Some explanation about the implementation is on my blog.

Sample output

public final class SimpleDIContext {
    private final Map<String, Object> nameToBean = new HashMap<>();

    public SimpleDIContext() {
        PassengerSeat passengerSeat = new PassengerSeat();
        Driver driver = new Driver();
        DriversSeat driversSeat = new DriversSeat();
        Turbocharger turbocharger = new Turbocharger();
        Engine engine = new Engine(turbocharger);
        Car car = new Car(engine, driversSeat, List.of(passengerSeat, driversSeat));
        car.addDriver(driver);
        car.addSeats(new Seat[] {passengerSeat, driversSeat});
        nameToBean.put("passengerSeat", passengerSeat);
        nameToBean.put("driver", driver);
        nameToBean.put("driversSeat", driversSeat);
        nameToBean.put("turbocharger", turbocharger);
        nameToBean.put("engine", engine);
        nameToBean.put("car", car);
    }

    public Object getBeanByName(String name) {
        return nameToBean.get(name);
    }
}

How to run

Run mvn verify and sample/target/generated-sources/annotations will then contain the generated context class.

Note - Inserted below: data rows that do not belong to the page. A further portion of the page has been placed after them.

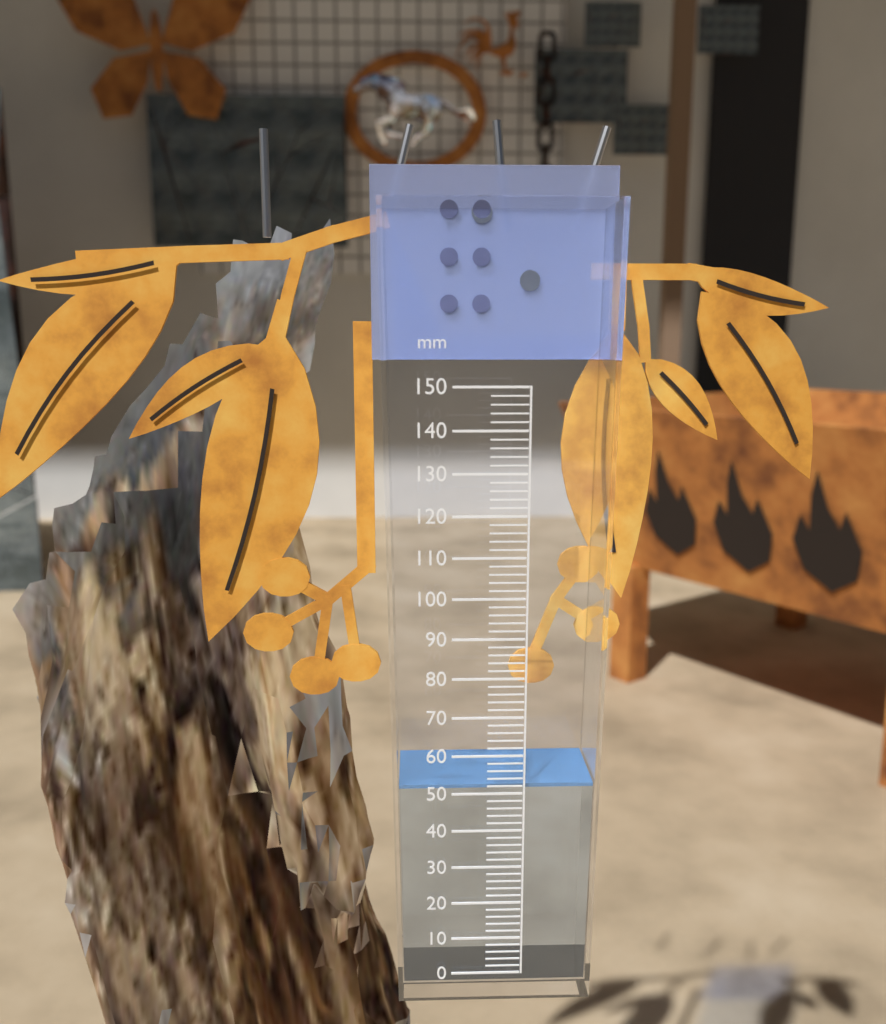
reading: 52 mm
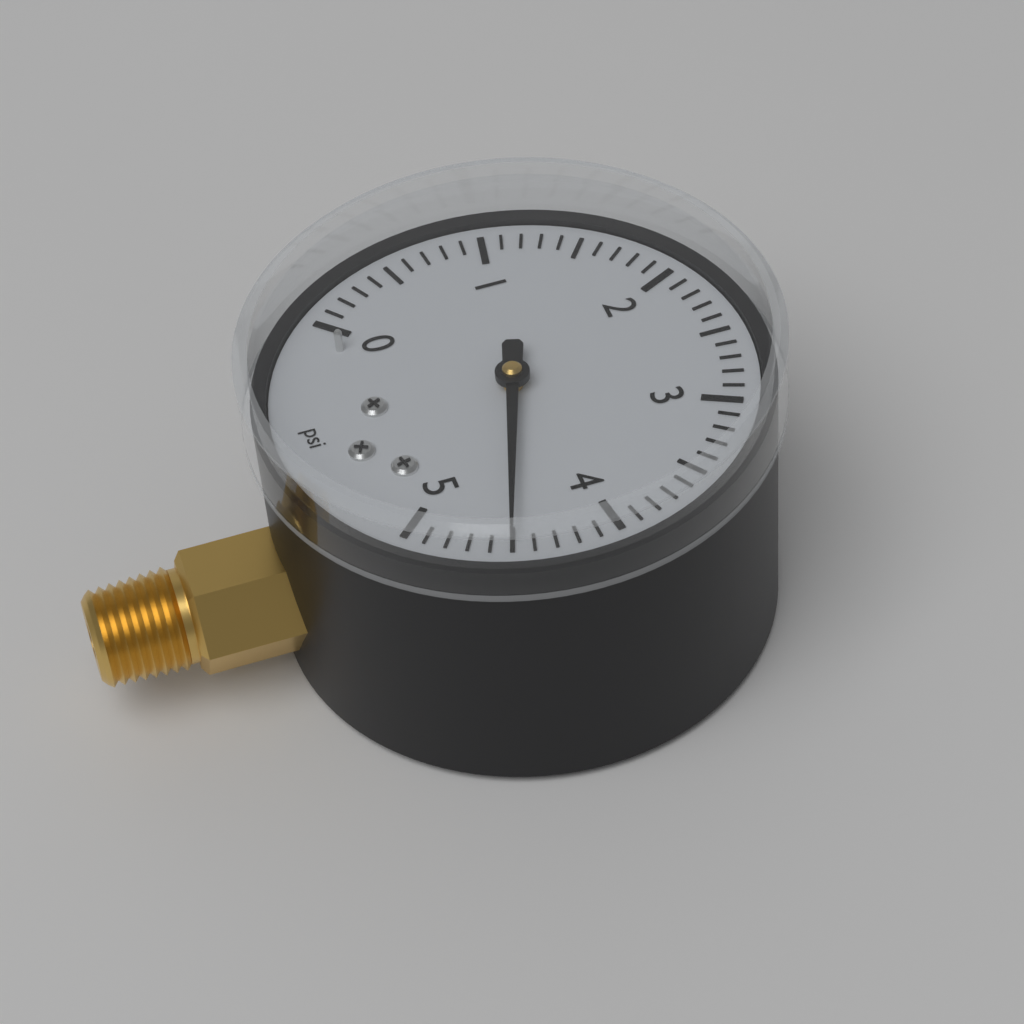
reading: 4.5 psi
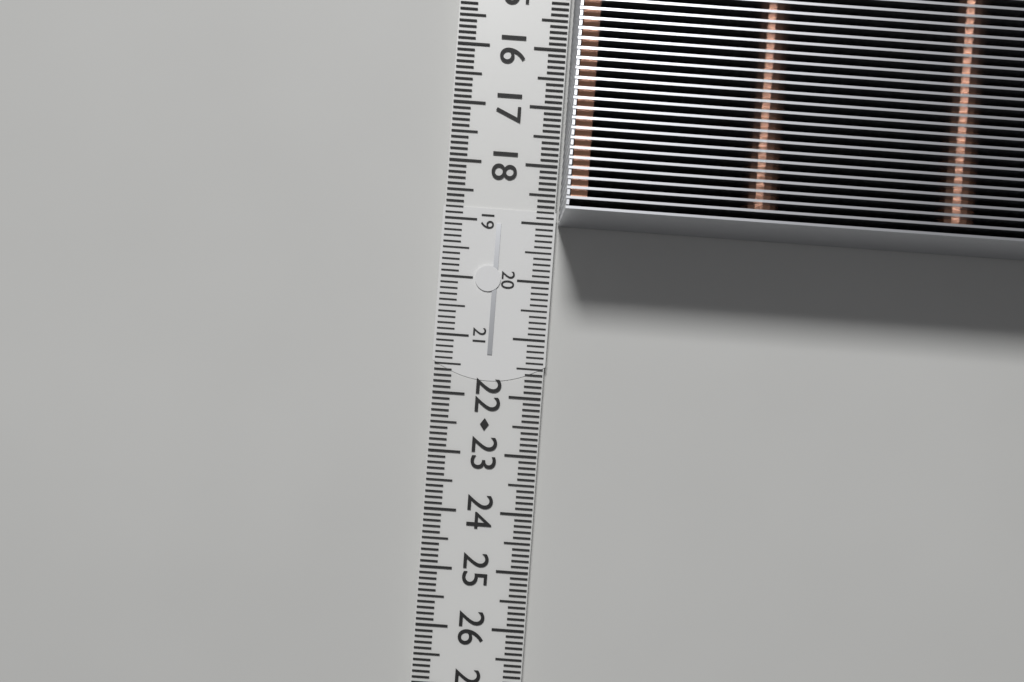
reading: 19.0 cm
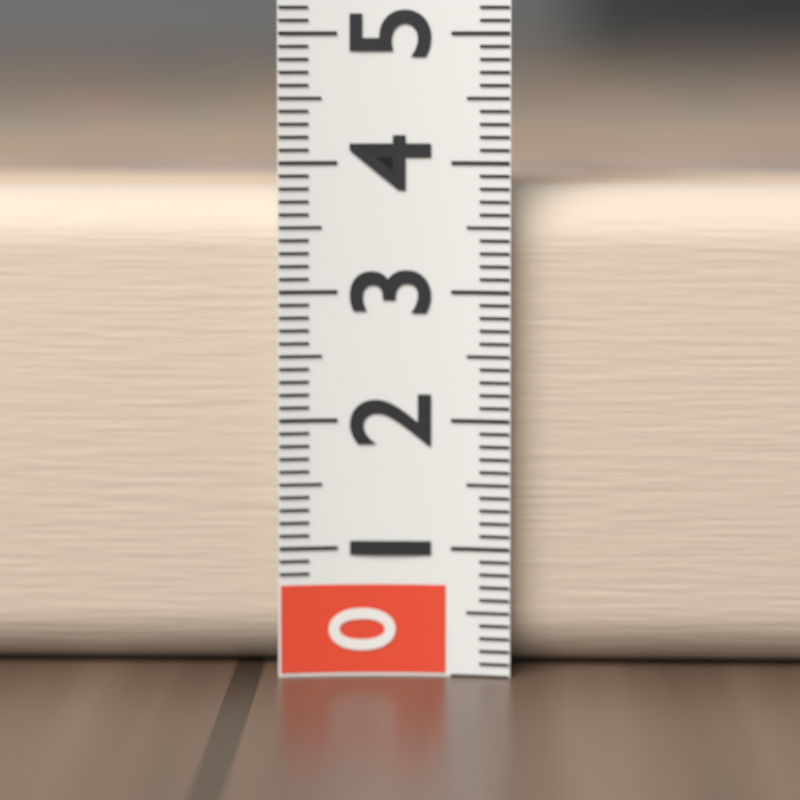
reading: 3.8 (no unit)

Make changes to the sample module, e.g. to add or remove components, then re-run mvn verify and the class will be updated.

Implemented

  • Provide beans by annotating classes with @Singleton
  • Constructor and method injection
  • Disambiguate constructors with @Inject
  • Disambiguate beans with @Named
  • Autowire collections (List, Set, arrays, etc.), including wildcards
  • Circular dependency resolution with Provider<T>

Not implemented

I don't intend to implement these, but they might make interesting projects.

  • Field injection. It's error-prone (check the view count), and private fields would need to be set via reflection, which is against the philosophy of this example.
  • REST support. This goes beyond dependency injection but, in the spirit of Spring, you could search all @Singletons for a custom @GetMapping annotation and use that to generate code to run a Tomcat server.